At first appearance our leadership oak appears strong and healthy.   It stands tall and continues to grow.   Can it be sick?   We can’t tell by looking more closely at what we see.  We can’t tell by listening to its mighty branches screaming in the gale.   To know, we have to examine the roots.  We must reach beyond the head and hand and touch the heart and spirit.  Leadership is about balance.  Leadership lies not in any single skill or quality, but in the weave.  It is about the strategy of the head and the processes and systems that are of the hand.  Without roots, however, the oak cannot survive.  The first major storm, high wind, a drought, if the roots do not go deep this great mass will crash to the ground.   Wisdom remains an untapped commodity, change initiatives falter, mergers fail, talent takes the mercenary path, and people become disillusioned when winter and spring are not complemented by the full flowering of summer and autumn.

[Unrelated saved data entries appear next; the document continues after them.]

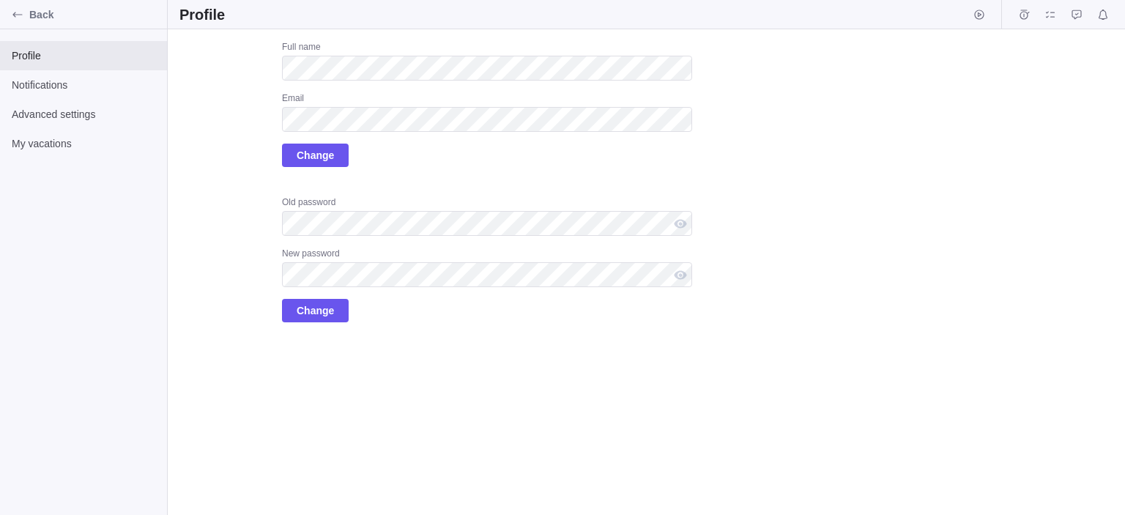 This screenshot has width=1125, height=515. I want to click on input: Old password, so click(487, 223).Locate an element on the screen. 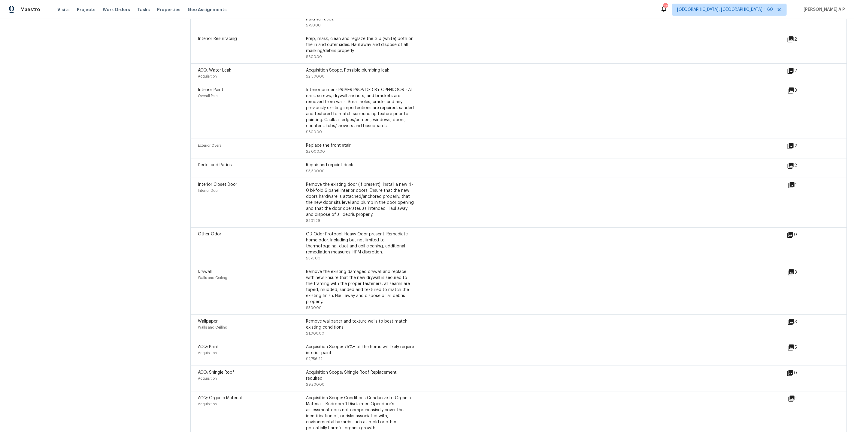 Image resolution: width=854 pixels, height=432 pixels. span: Properties is located at coordinates (169, 10).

The leader who wants to be the difference that makes a difference cannot depend on a root system that is shallow or fragile.  Business people whose work is only of the head and the hand do not, in any substantive meaning of the word, deliver leadership.  By the same token, leaders whose appeal is only of the heart and spirit are on a journey to nowhere.   Leaders, real leaders, those who take people where they would otherwise not go, leaders who compete successfully for people’s dreams; address the head, deliver the hand, engage the heart and enrich the spirit. 

© Orxestra Inc. 2000

“Completing the Weave:  Engage the Heart, Enriching the Spirit” is taken from “New Role, New Reality."